After years of dressing down to make the right impression, novelist Chimamanda Ngozi Adichie wises up to a truth that her Nigerian mother has known all along.

As a child, I loved watching my mother get dressed for Mass. She folded and twisted and pinned her ichafu until it sat on her head like a large flower. She wrapped her george—heavy beaded cloth, alive with embroidery, always in bright shades of red or purple or pink—around her waist in two layers. The first, the longer piece, hit her ankles, and the second formed an elegant tier just below her knees. Her sequined blouse caught the light and glittered. Her shoes and handbag always matched. Her lips shone with gloss. As she moved, so did the heady scent of Dior Poison. I loved, too, the way she dressed me in pretty little-girl clothes, lace-edged socks pulled up to my calves, my hair arranged in two puffy bunny-tails. My favorite memory is of a sunny Sunday morning, standing in front of her dressing table, my mother clasping her necklace around my neck, a delicate gold wisp with a fish-shape pendant, the mouth of the fish open as though in delighted surprise.

For her work as a university administrator, my mother also wore color: skirt suits, feminine swingy dresses belted at the waist, medium-high heels. She was stylish, but she was not unusual. Other middle-class Igbo women also invested in gold jewelry, in good shoes, in appearance. They searched for the best tailors to make clothes for them and their children. If they were lucky enough to travel abroad, they shopped mostly for clothes and shoes. They spoke of grooming almost in moral terms. The rare woman who did not appear well dressed and well lotioned was frowned upon, as though her appearance were a character failing. “She doesn’t look like a person,” my mother would say.

As a teenager, I searched her trunks for crochet tops from the 1970s. I took a pair of her old jeans to a seamstress who turned them into a miniskirt. I once wore my brother’s tie, knotted like a man’s, to a party. For my 17th birthday, I designed a halter maxidress, low in the back, the collar lined with plastic pearls. My tailor, a gentle man sitting in his market stall, looked baffled while I explained it to him. My mother did not always approve of these clothing choices, but what mattered to her was that I made an effort. Ours was a relatively privileged life, but to pay attention to appearance—and to look as though one did—was a trait that cut across class in Nigeria.

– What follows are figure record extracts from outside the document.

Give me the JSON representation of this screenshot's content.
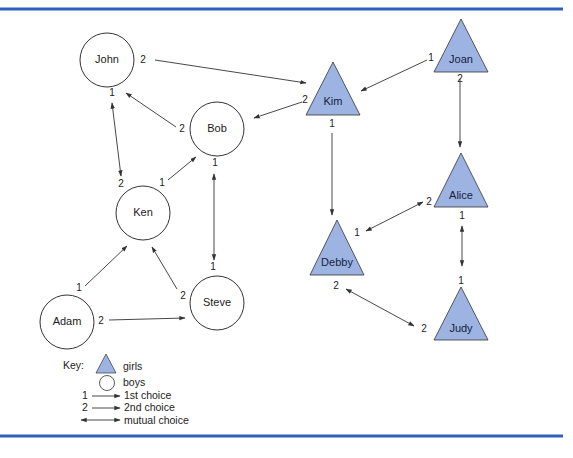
{
  "colors": {
    "rule": "#2f5fbf",
    "girl_fill": "#9db4e3",
    "boy_fill": "#ffffff",
    "stroke": "#333333"
  },
  "nodes": {
    "john": {
      "name": "John",
      "type": "boy"
    },
    "bob": {
      "name": "Bob",
      "type": "boy"
    },
    "ken": {
      "name": "Ken",
      "type": "boy"
    },
    "adam": {
      "name": "Adam",
      "type": "boy"
    },
    "steve": {
      "name": "Steve",
      "type": "boy"
    },
    "kim": {
      "name": "Kim",
      "type": "girl"
    },
    "joan": {
      "name": "Joan",
      "type": "girl"
    },
    "alice": {
      "name": "Alice",
      "type": "girl"
    },
    "debby": {
      "name": "Debby",
      "type": "girl"
    },
    "judy": {
      "name": "Judy",
      "type": "girl"
    }
  },
  "edges": [
    {
      "from": "John",
      "to": "Kim",
      "rank": "2",
      "mutual": false
    },
    {
      "from": "John",
      "to": "Ken",
      "rank": "1",
      "mutual": true,
      "rank_other": "2"
    },
    {
      "from": "Bob",
      "to": "John",
      "rank": "2",
      "mutual": false
    },
    {
      "from": "Bob",
      "to": "Steve",
      "rank": "1",
      "mutual": true,
      "rank_other": "1"
    },
    {
      "from": "Ken",
      "to": "Bob",
      "rank": "1",
      "mutual": false
    },
    {
      "from": "Adam",
      "to": "Ken",
      "rank": "1",
      "mutual": false
    },
    {
      "from": "Adam",
      "to": "Steve",
      "rank": "2",
      "mutual": false
    },
    {
      "from": "Steve",
      "to": "Ken",
      "rank": "2",
      "mutual": false
    },
    {
      "from": "Kim",
      "to": "Bob",
      "rank": "2",
      "mutual": false
    },
    {
      "from": "Kim",
      "to": "Debby",
      "rank": "1",
      "mutual": false
    },
    {
      "from": "Joan",
      "to": "Kim",
      "rank": "1",
      "mutual": false
    },
    {
      "from": "Joan",
      "to": "Alice",
      "rank": "2",
      "mutual": false
    },
    {
      "from": "Alice",
      "to": "Judy",
      "rank": "1",
      "mutual": true,
      "rank_other": "1"
    },
    {
      "from": "Alice",
      "to": "Debby",
      "rank": "2",
      "mutual": true,
      "rank_other": "1"
    },
    {
      "from": "Debby",
      "to": "Judy",
      "rank": "2",
      "mutual": true,
      "rank_other": "2"
    }
  ],
  "ranks": {
    "john_right": "2",
    "john_bottom": "1",
    "bob_left": "2",
    "bob_bottom": "1",
    "ken_topleft": "2",
    "ken_topright": "1",
    "adam_top": "1",
    "adam_right": "2",
    "steve_top": "1",
    "steve_left": "2",
    "kim_left": "2",
    "kim_bottom": "1",
    "joan_left": "1",
    "joan_bottom": "2",
    "alice_left": "2",
    "alice_bottom": "1",
    "debby_right": "1",
    "debby_bottom": "2",
    "judy_top": "1",
    "judy_left": "2"
  },
  "key": {
    "title": "Key:",
    "girls": "girls",
    "boys": "boys",
    "first_num": "1",
    "first": "1st choice",
    "second_num": "2",
    "second": "2nd choice",
    "mutual": "mutual choice"
  }
}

When I left home to attend university in America, the insistent casualness of dress alarmed me. I was used to a casualness with care—T-shirts ironed crisp, jeans altered for the best fit—but it seemed that these students had rolled out of bed in their pajamas and come straight to class. Summer shorts were so short they seemed like underwear, and how, I wondered, could people wear rubber flip-flops to school?

Still, I realized quickly that some outfits I might have casually worn on a Nigerian university campus would simply be impossible now. I made slight amendments to accommodate my new American life. A lover of dresses and skirts, I began to wear more jeans. I walked more often in America, so I wore fewer high heels, but always made sure my flats were feminine. I refused to wear sneakers outside a gym. Once, an American friend told me, “You’re overdressed.” In my short-sleeve top, cotton trousers, and high wedge sandals, I did see her point, especially for an undergraduate class. But I was not uncomfortable. I felt like myself.

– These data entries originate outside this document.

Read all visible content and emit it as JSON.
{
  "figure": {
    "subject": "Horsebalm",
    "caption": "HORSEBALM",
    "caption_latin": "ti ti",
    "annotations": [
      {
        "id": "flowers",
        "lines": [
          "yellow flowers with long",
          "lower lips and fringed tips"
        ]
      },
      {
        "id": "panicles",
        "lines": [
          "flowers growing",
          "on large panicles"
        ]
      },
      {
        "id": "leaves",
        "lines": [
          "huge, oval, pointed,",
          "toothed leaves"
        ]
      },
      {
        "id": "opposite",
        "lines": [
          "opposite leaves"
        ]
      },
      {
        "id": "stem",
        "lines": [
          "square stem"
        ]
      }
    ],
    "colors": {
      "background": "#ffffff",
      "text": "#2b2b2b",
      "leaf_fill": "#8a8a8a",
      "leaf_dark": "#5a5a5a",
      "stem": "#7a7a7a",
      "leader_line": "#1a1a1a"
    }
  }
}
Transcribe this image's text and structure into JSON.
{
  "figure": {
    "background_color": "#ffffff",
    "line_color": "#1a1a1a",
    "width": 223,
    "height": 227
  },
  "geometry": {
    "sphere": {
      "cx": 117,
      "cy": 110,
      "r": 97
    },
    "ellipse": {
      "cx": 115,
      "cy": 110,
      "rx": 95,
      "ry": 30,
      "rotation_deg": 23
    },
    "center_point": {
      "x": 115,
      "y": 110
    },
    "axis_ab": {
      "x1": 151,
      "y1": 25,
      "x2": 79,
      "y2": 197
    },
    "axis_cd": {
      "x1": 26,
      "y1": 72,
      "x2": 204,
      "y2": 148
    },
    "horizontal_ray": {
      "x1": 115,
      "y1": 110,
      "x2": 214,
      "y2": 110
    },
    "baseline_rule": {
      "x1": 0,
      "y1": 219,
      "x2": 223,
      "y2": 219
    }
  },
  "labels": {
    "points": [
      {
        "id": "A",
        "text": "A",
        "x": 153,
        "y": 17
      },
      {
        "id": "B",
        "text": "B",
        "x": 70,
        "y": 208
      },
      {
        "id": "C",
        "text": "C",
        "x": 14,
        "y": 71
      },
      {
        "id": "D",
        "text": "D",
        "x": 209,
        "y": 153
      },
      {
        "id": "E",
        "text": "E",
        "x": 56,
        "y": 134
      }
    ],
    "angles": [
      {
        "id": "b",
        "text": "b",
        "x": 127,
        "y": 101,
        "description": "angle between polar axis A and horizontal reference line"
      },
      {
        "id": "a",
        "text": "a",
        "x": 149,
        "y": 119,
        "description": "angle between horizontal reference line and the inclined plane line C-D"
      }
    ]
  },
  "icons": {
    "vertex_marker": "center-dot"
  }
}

My writing life changed that. Short stories I had been working on for years were finally receiving nice, handwritten rejection notes. This was progress of sorts. Once, at a workshop, I sat with other unpublished writers, silently nursing our hopes and watching the faculty—published writers who seemed to float in their accomplishment. A fellow aspiring writer said of one faculty member, “Look at that dress and makeup! You can’t take her seriously.” I thought the woman looked attractive, and I admired the grace with which she walked in her heels. But I found myself quickly agreeing. Yes, indeed, one could not take this author of three novels seriously, because she wore a pretty dress and two shades of eye shadow.